Last three Bioware games had plenty of time to cook. The chefs were just bad. They chose the wrong ingredients multiple times, had to start over and still ended up with something barely edible.
I know it’s popular to go “developer good, publisher bad”, but in Bioware’s case, from what I’ve read, they were mostly just given the rope to hang themselves.
I know it’s popular to go “developer good, publisher bad”, but in Bioware’s case, from what I’ve read, they were mostly just given the rope to hang themselves.
Ever since ME Andromeda they’ve been outsourcing a lot of the work, and/or using smaller and inexperienced studios while promoting and launching them as if made by the main studio.
They’ve been trying to “Central Engineering” things.
I worked as a massive chip company, they thought they could fix things by moving a lot of engineering out of the groups and into a single place where different groups and products could borrow and plug and play tech from.
Which was a great idea, except the groups didn’t really understand what they wanted, and central engineering just wanted to make what they thought people wanted, which often fit nobody but looked really cool.
Bioware looks like they’ve been trying to pull all the game engine stuff central, which would be fine but the frostbite engine didn’t work for half of what they wanted, and more importantly the “divisions” ended up just being pushed to make “something” to show off their best new tech, even if there was 0 story or creativity behind it (I’m looking at you Anthem).
I dont think his point is ‘These amazing games are what you get if you give devs tine’ but rather ‘you can only get these games from giving devs time’. Its no guaruntee by any means, but you are never going to get greatness from suits focus grouping decisions and crunching out a game.
Last three Bioware games had plenty of time to cook. The chefs were just bad. They chose the wrong ingredients multiple times, had to start over and still ended up with something barely edible.
I know it’s popular to go “developer good, publisher bad”, but in Bioware’s case, from what I’ve read, they were mostly just given the rope to hang themselves.
Ever since ME Andromeda they’ve been outsourcing a lot of the work, and/or using smaller and inexperienced studios while promoting and launching them as if made by the main studio.
They’ve been trying to “Central Engineering” things.
I worked as a massive chip company, they thought they could fix things by moving a lot of engineering out of the groups and into a single place where different groups and products could borrow and plug and play tech from.
Which was a great idea, except the groups didn’t really understand what they wanted, and central engineering just wanted to make what they thought people wanted, which often fit nobody but looked really cool.
Bioware looks like they’ve been trying to pull all the game engine stuff central, which would be fine but the frostbite engine didn’t work for half of what they wanted, and more importantly the “divisions” ended up just being pushed to make “something” to show off their best new tech, even if there was 0 story or creativity behind it (I’m looking at you Anthem).
I dont think his point is ‘These amazing games are what you get if you give devs tine’ but rather ‘you can only get these games from giving devs time’. Its no guaruntee by any means, but you are never going to get greatness from suits focus grouping decisions and crunching out a game.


**WORK TASK**
Lines holding the word "Where" are the ones to copy from the data below.
[RECORDS SUPPLIED — start]
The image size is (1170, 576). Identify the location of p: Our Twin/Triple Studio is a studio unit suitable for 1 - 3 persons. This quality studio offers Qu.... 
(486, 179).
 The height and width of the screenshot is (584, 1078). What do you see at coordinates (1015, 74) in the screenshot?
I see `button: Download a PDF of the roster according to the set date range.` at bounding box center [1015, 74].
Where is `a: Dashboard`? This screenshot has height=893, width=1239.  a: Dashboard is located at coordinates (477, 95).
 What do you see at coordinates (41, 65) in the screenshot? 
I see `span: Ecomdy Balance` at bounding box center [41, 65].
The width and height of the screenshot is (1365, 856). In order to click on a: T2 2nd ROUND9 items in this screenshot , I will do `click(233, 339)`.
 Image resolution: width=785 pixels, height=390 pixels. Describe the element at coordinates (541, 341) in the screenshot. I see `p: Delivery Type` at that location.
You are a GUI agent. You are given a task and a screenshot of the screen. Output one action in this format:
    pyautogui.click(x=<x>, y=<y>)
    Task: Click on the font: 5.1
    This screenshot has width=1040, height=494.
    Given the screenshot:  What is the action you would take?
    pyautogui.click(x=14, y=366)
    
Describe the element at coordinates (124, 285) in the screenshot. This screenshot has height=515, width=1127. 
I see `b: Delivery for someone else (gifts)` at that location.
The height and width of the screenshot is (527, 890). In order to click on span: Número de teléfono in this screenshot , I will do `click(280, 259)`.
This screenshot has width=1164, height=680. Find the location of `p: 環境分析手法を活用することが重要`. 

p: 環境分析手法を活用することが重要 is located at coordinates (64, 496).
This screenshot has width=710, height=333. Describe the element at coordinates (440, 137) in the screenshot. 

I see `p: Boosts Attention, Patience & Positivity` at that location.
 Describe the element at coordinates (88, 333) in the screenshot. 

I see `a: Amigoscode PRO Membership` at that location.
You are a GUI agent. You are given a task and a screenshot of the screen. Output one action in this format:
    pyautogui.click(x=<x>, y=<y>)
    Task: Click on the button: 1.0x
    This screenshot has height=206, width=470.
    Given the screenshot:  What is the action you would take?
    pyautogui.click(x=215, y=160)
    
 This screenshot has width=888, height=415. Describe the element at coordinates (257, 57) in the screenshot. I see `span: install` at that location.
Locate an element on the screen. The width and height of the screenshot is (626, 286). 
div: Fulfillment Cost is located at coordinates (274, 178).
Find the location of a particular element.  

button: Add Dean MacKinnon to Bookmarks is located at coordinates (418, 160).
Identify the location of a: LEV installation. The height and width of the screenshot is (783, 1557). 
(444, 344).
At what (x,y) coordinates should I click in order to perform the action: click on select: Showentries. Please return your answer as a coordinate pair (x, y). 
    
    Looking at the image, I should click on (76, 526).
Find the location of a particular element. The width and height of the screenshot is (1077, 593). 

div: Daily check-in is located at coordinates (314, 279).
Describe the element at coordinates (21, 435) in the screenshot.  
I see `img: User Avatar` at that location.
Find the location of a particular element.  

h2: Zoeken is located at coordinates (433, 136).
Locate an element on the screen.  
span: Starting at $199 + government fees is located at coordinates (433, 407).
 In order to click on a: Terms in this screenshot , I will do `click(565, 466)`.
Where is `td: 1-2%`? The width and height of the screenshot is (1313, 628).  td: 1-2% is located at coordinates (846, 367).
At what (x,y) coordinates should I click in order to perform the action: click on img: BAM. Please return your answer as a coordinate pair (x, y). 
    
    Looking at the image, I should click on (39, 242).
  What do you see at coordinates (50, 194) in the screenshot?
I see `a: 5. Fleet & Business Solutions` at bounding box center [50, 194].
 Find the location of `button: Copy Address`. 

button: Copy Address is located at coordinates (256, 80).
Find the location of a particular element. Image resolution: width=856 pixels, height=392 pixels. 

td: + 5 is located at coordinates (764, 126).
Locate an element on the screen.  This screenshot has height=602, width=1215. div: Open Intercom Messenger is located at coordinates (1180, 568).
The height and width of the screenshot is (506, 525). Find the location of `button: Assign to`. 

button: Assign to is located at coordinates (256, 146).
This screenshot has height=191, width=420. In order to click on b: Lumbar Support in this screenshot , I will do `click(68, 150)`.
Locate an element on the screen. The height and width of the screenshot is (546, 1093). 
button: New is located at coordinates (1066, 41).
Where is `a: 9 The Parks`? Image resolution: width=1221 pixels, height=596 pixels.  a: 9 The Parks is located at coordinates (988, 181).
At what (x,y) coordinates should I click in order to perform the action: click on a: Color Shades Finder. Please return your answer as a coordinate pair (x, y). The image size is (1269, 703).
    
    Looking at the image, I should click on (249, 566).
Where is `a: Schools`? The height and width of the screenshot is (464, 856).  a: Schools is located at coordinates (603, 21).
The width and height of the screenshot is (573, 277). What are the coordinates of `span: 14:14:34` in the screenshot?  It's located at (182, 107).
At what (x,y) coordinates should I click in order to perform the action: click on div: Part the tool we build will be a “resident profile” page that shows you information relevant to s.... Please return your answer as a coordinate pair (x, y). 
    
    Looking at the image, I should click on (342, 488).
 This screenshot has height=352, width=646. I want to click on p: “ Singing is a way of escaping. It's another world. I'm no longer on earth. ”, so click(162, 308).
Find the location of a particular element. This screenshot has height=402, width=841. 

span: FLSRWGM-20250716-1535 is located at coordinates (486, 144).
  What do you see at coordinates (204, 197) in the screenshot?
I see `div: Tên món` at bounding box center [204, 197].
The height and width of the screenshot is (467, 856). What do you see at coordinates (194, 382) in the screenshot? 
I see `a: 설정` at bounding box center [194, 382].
[RECORDS SUPPLIED — finish]
**TASK OUTPUT**
Where is `a: Dashboard`? This screenshot has height=893, width=1239.  a: Dashboard is located at coordinates (477, 95).
Where is `td: 1-2%`? The width and height of the screenshot is (1313, 628).  td: 1-2% is located at coordinates (846, 367).
Where is `a: 9 The Parks`? Image resolution: width=1221 pixels, height=596 pixels.  a: 9 The Parks is located at coordinates (988, 181).
Where is `a: Schools`? The height and width of the screenshot is (464, 856).  a: Schools is located at coordinates (603, 21).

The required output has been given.